Another distinction: Roca won't kick participants out if they slip up. With many other organizations, clients can only receive assistance if they're willing participants. They may even be kicked out of the program if they run afoul of the law again.

“We design services in a way to allow [clients] to come back and go and go through multiple relapses,” Zeira says. “We build relationships with them -- a real, deep relationship to help them change.”

Launched in 1988, Roca has made great strides in reducing criminal activity and breaking the cycle of poverty among young people in the Boston area and elsewhere in Massachusetts. It's now in five different sites in the state, serving 21 communities. Last year more than 850 young men participated in the program.

Of those who have graduated the Massachusetts program, 84 percent have no new arrests and two thirds retain employment six months after finishing the program, according to Roca’s own data.

Roca isn't infallible.

As the Baltimore Sun reported in December, "Two men were convicted last month in the death of a third man from a rival gang who was working on a Roca snow-shoveling crew. One of the attackers had also been on the crew, but had promised to work peacefully with the victim. Baldwin [the Roca CEO] said the organization tightened its security after the incident."

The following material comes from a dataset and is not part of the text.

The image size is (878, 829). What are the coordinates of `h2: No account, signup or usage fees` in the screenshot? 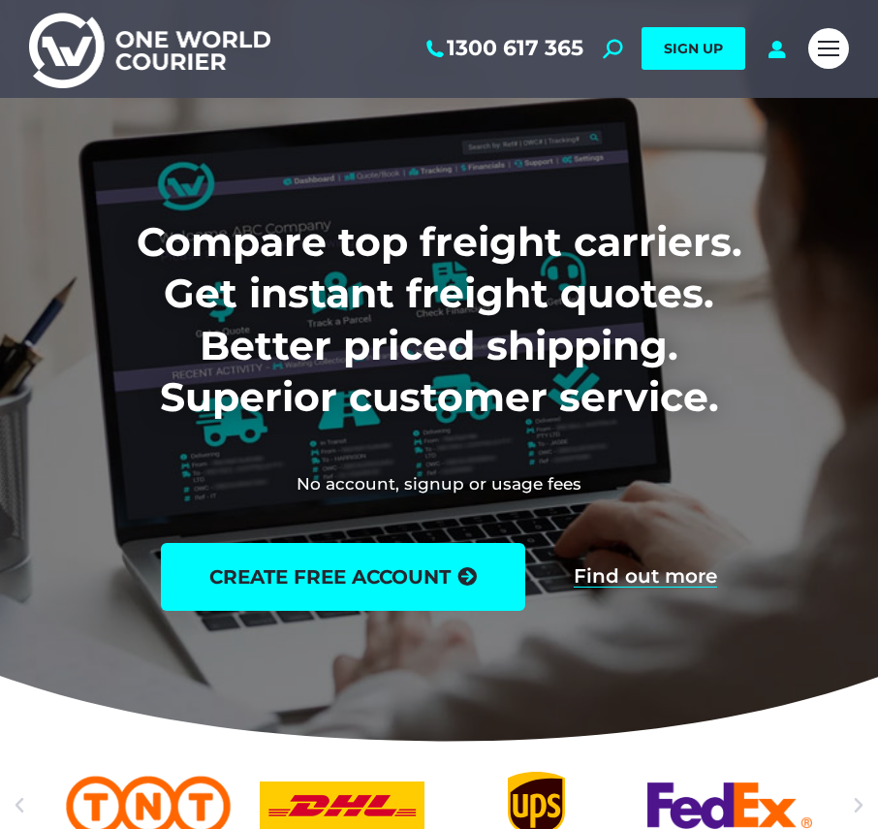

Still, its long track record has given officials in Baltimore hope that Roca may help stem the tide of crime there. The city already has engaged in many anti-violence efforts, including several ceasefire weekends, the most recent of which was a success, with no homicides committed during the period. Baltimore also deploys violence interrupters who attempt to resolve disputes before they turn fatal.

Pugh’s office has raised $6 million in private donations thus far to fund ROCA’s launch this summer. The city will spend $500,000 of its own money on administrative costs to run the program. The city may have to dip into its own funds to make up the difference. Pugh has called on the state to help fund the program, Zeira says. Gov. Larry Hogan, the Sun reported in December, had not committed state funds but hadn't ruled it out.

*CORRECTION: A previous version of this mistakenly stated that the Roca program in Baltimore would be entirely funded by private donations.